Except with an intern, hopefully there's personal development and you only have to be very specific a few times. And the intern's manager gets good feels for helping someone grow, and maybe it's a hiring pipeline.
If I'm going to have to do that for everything, I would rather just do the work myself.
I have seen some sessions with let's call it over agressive autocomplete... That's mildly tempting, but I'm happy with my disintegrated development environment, and it doesn't have any way to do autocomplete at all, so that's not happening for me either.
If you like coding (aka "problem solving"), it feels like crap.
And if you like still having an IT job in a couple of years, it feels like dangerous crap.
(Of course you can be hoping you'll be the one selected, out of millions laid off, to get to keep working on a higher level).
I’m sorry, what? Have you been paying any attention at all to the state of the industry lately?
The companies that agree with you will be at an interesting place when they have piles of AI slop code and no talented developers.
I haven't. But I found myself, to my surprise, not particularly interested in trying; which makes me wonder what motivates other developers if not peer pressure or demands for more productivity. I find coding interesting and fulfilling enough to do it on my own. I do ask LLMs questions from time to time, but for that, even a chatgpt or a gemini in a browser tab is enough.
The best experience I had so far is with code reviews, when the models pointed out my mistakes. But I haven't yet gotten to the point where I would want them to write code for me.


### Activity
What you give back should be exactly the lines from the one with "Expose *human face* location." through the end of the data, without the pictures.

(Records from a data source)

• • • •

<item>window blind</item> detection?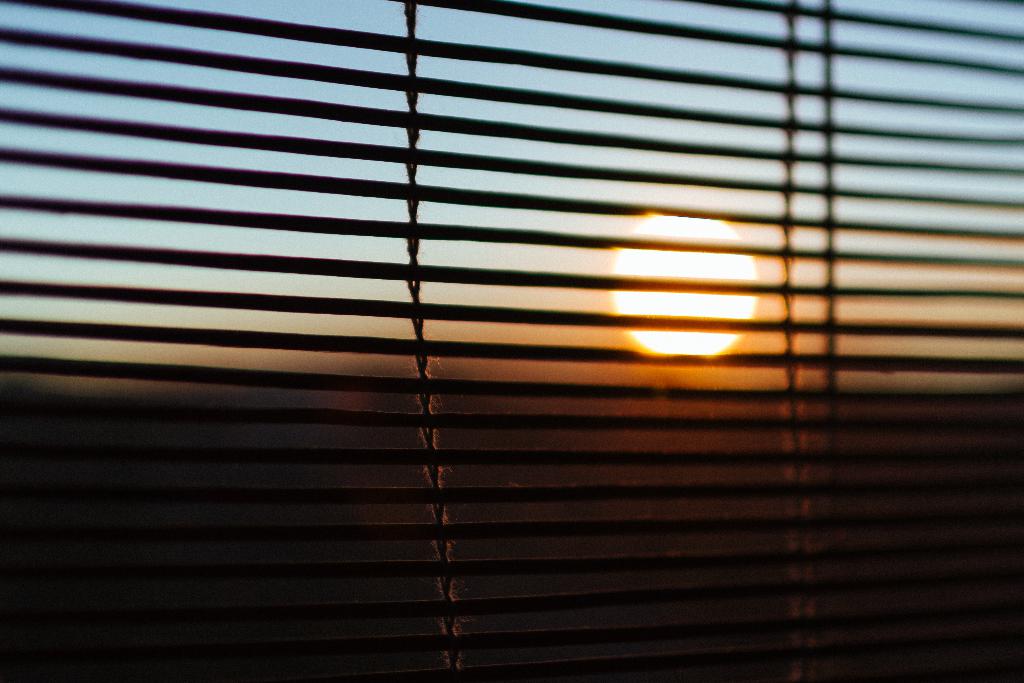
locate(0, 0, 1023, 682)
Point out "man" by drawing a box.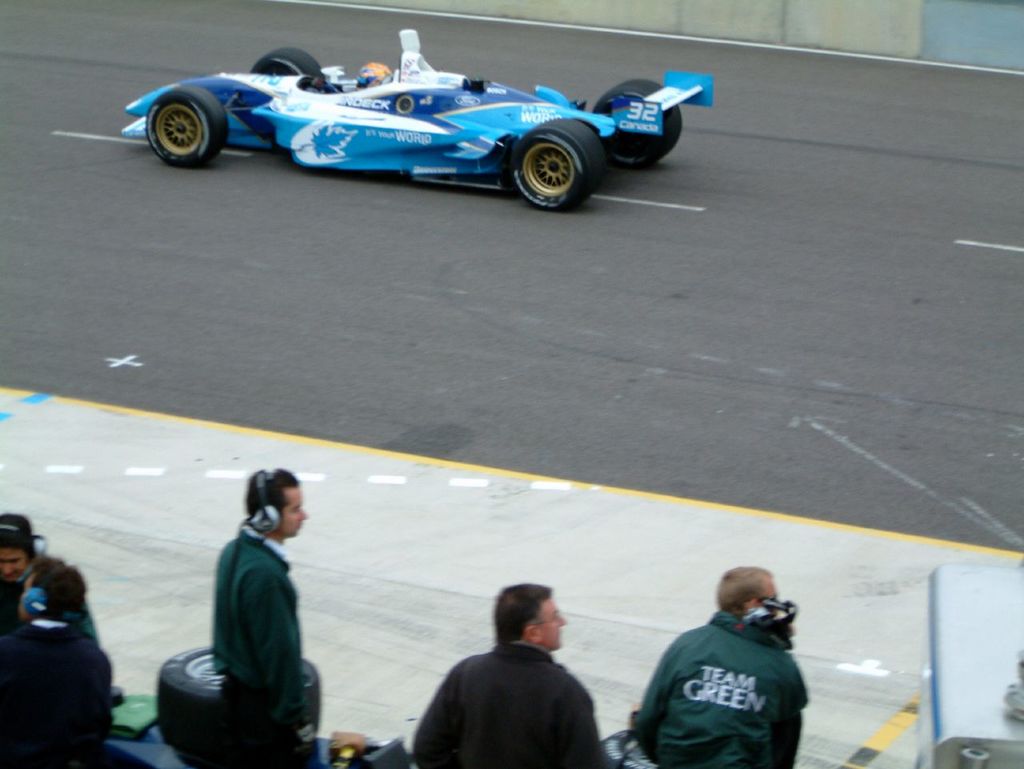
[left=354, top=63, right=394, bottom=86].
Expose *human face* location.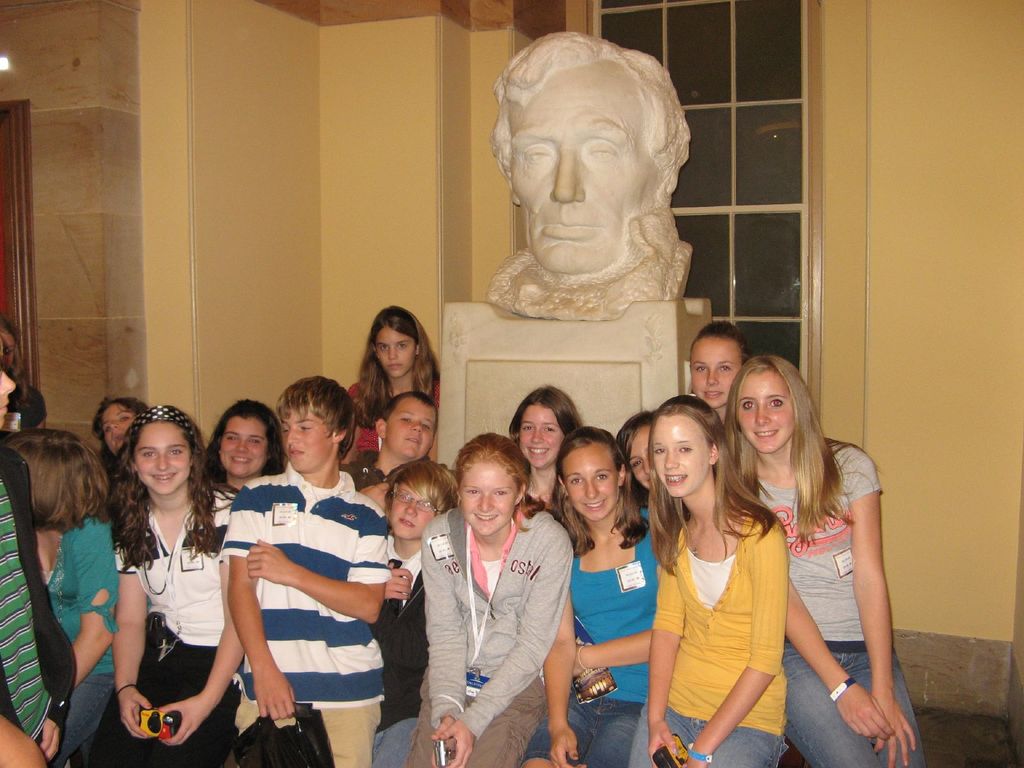
Exposed at locate(392, 482, 436, 538).
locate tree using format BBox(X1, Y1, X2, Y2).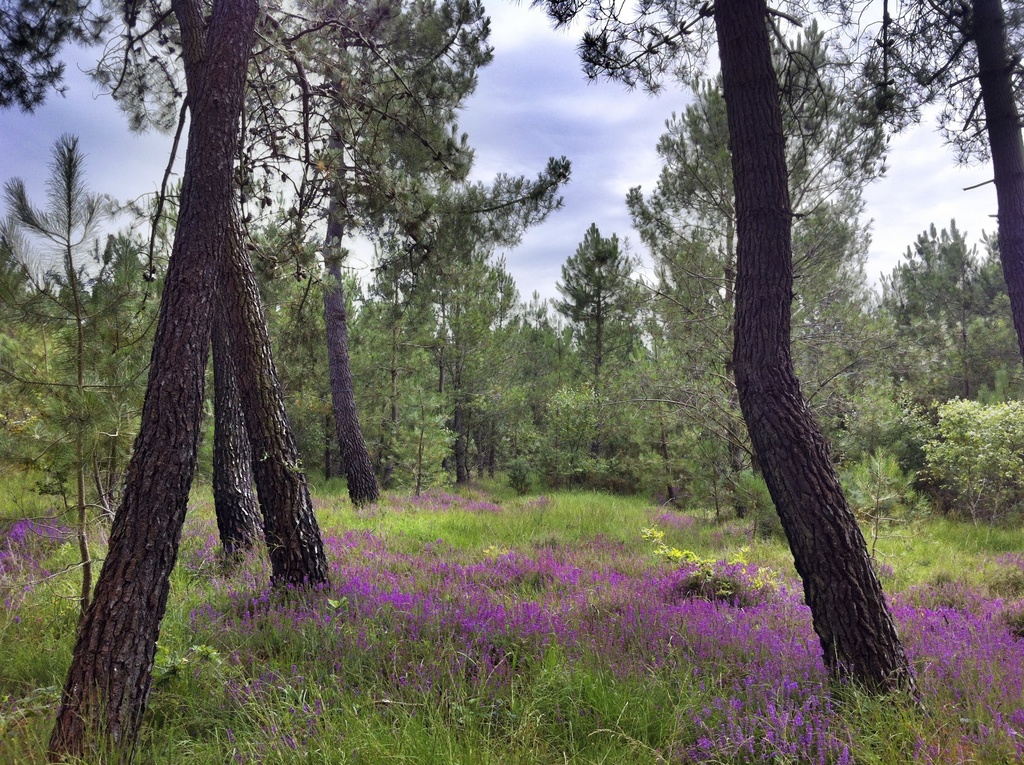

• • • •

### Written solution
Expose *human face* location.
Exposed at locate(392, 482, 436, 538).
locate tree using format BBox(X1, Y1, X2, Y2).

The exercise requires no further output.